Flash vs Apple - My Take

There has been much said about Flash on Apple's iPhone/iPad and Flash in general. As a Flex developer, which uses the Flash player, I have a real interest in this.

From personal experience, the Flash experience on Apple products is very fustrating. Is it Adobe's fault? I do think they need to take partial blame but I think the majority of the blame lays with Apple. I will stop just short of saying Apple tries to sabotage the Flash experience on OSX.

This whole argument between Apple and Adobe is about more than just Flash however. This war has been coming for many years. 2-3 years ago Apple, without warning or reason, removed support for Flash in Quicktime. This directly affected a project I had been working on for 2-3 months, all that work, just gone. So like I said, this isn't new, this is just more overt and in everyone's face. I have to think the real motivation is nothing more than money. I don't know what Apple hopes to gain overall. Is Jobs really that concerned about our internet experience?

Why do I use Flex and Flash? Well, I used to use HTML and CSS and Coldfusion. And here is what most average user doesn't understand. When you make a web application with such technologies, I am not talking a video player here, I am talking real web applications. You run into issues when using HTML/CSS and Javascript. How things look and run varies depending on the browser. I used to build basically, not to get overly technical here, 3 different pages depending on the browser (sometimes 2 just for IE, Firefox, Safari). I have introduce Flex to a number of developers who have used Ajax, HTML/CSS, etc and the common theme with using Flex, was how nice it was to make once, deploy everywhere and the experience was the same, didn't matter what the browser was. The hours wasted tweaking applications not built in Flex/Flash, to work and look properly in every browser flavor is staggering. My application was originally built with these other technologies and I spent almost as much time tweaking it to work in IE, Safari, Firefox as I did building it.

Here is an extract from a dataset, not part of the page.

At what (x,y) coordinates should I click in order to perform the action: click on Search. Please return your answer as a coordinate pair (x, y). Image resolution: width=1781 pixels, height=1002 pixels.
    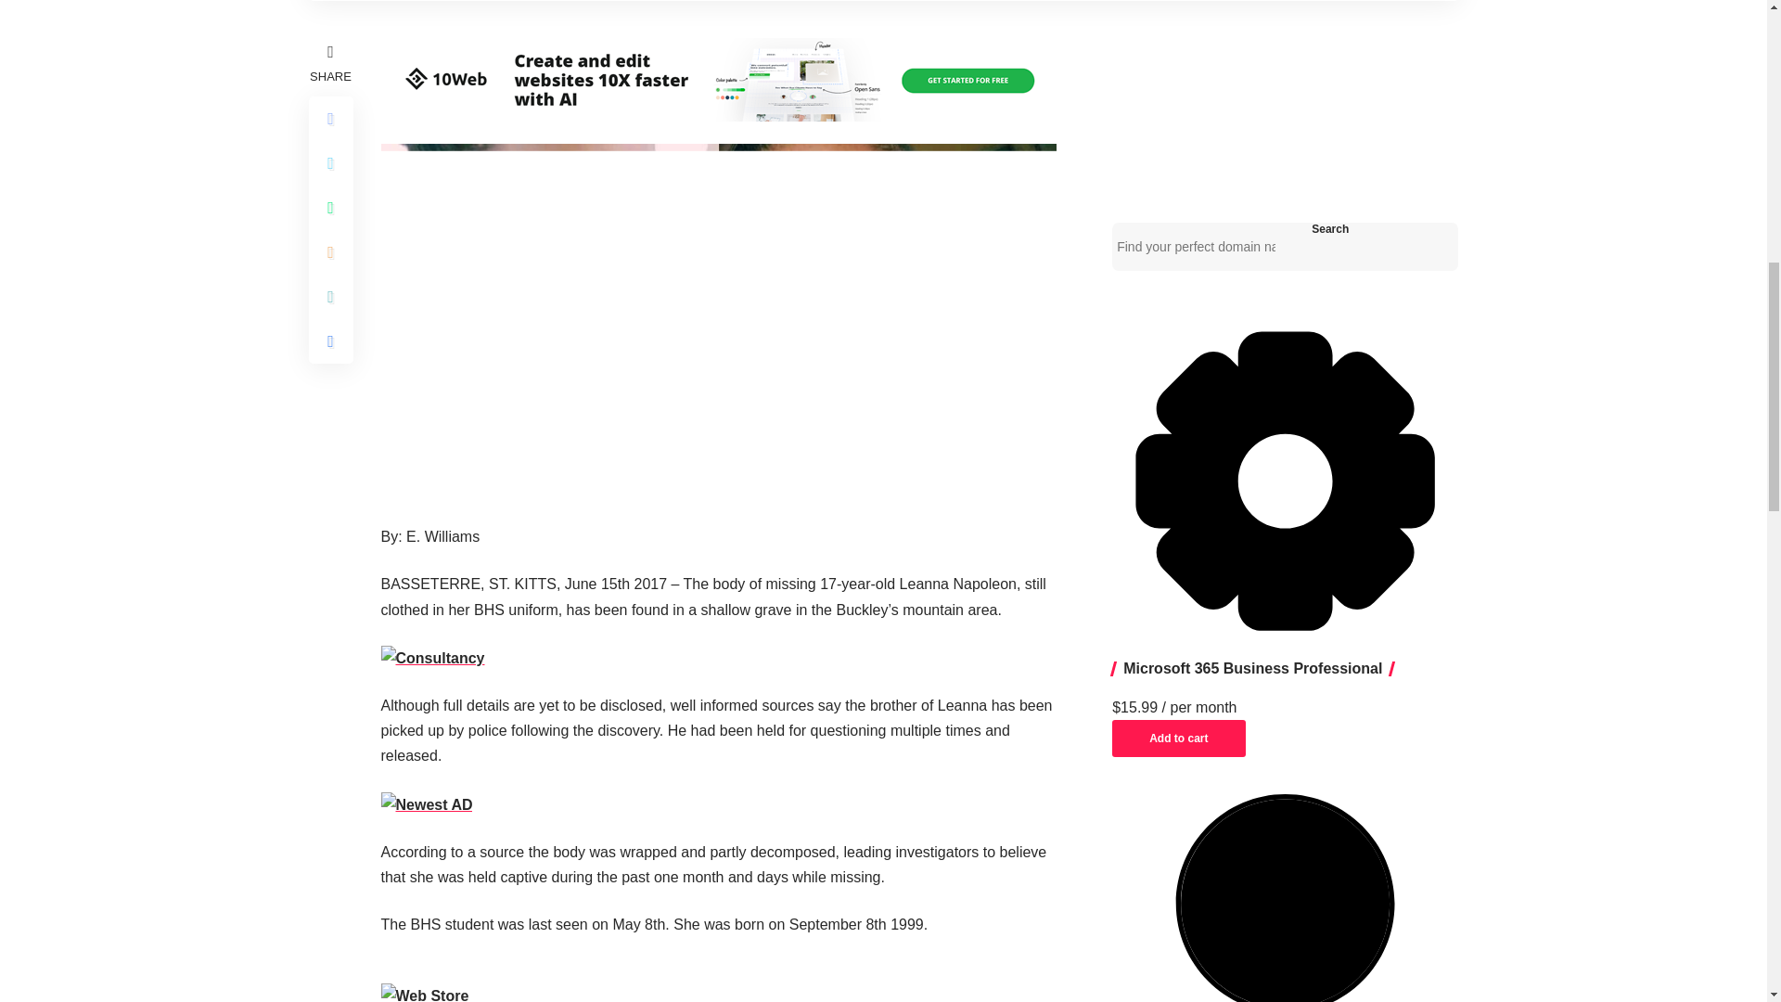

If you think Flash is nothing more than playing videos, heres one of my favorite Flash applications, Aviary.

Flex was my savior. I now produce a product 1000 times better. I produce it quicker, with a slicker interface, with more features. To give you an example, my first application took 3-4 years to get to the same level of completeness that my latest application took me a month and a half. Thats why I use Flex/Flash today.

Now for some quick hits:

1. Flash isn't Open. This may be true, depends on how you look at it. Frankly, I don't want the Flash PLAYER to ever be open. I don't want the same situation as we have with browsers today. Do you want 5 different Flash player plugins? Or lets look at a truely open enviroment, Linux. Does anybody have any idea how many Linux flavors there are? So the fact that Adobe decides what the Flash Player does only helps me develop better applications.

2. Flash crashes Macs. I have my application deployed on 40-50 Macs with another 40-50 about to start using my application. The one thing I tell them, don't use Safari. Amazing how the company making the biggest stink about Flash, makes the 1 browser that consistently has problems with Flash (sabotage?). Maybe the issue on the iPhone/iPad isn't Flash, but their browser? Bottomline here, I am sure many of you think Flash kills your computer, but can almost guarantee that 95% of the time, its because of something else, or a combination of things. Computers are finicky beasts at the best of times. OSX isn't immune to issues, just like any other OS. And for those wondering, I use Linux and Windows and support my application on OSX.

3. Flash Ads/Security. Hello? Everyone complaining about this has either just started using the internet or is a complete idiot. I have been building for and using the internet since 1994. ANYTHING that can be abused WILL BE ABUSED. Before flash, animated gifs. Oh and remember the popup craze. Companies made a lot of cash making popup blockers which is now standard in all browsers. Ok, maybe Adobe hasn't reacted quickly enough to block some security issues, but blame Flash for ads? HTML5 won't be your savior here.

4. HTML5 is a Flash killer. Well, HTML5 may kill the Flash video player. Great. Who cares? Only the whiners bashing flash. Flash isn't just a video player. As for killing Flash, well, lets see, Firefox, Safari, Chrome, IE, Opera, who else am I missing, will each render and implement HTML5 differently. HTML5 doesn't mean all browsers are equal that is the problem. That means developers spend hundreds (if not more) of hours to make the average user have the same experience no matter what browser he uses.

I love technology. I am excited for HTML5. I can't wait to see what we get in the next 10 years. But until a technology comes along that does what Flex/Flash does, I will continue to build using those technologies and any other technology that allows me to build better applications that give my clients what they want. Today, there is NO way I could deliver my applications in HTML5/Java/Whatever else. Its not cost effective for me or my clients. Being shut off from the iPhone/iPad is very disappointing and Apple has lost me as a customer as a result, I currently have an iPhone and love iTunes but my new phone is a Droid Incredible.

Anyways, just wanted to give a perspective from little developer that neither company cares about. I don't affect their bottomline in any way. But because of the Internet and these companies, I do make a living.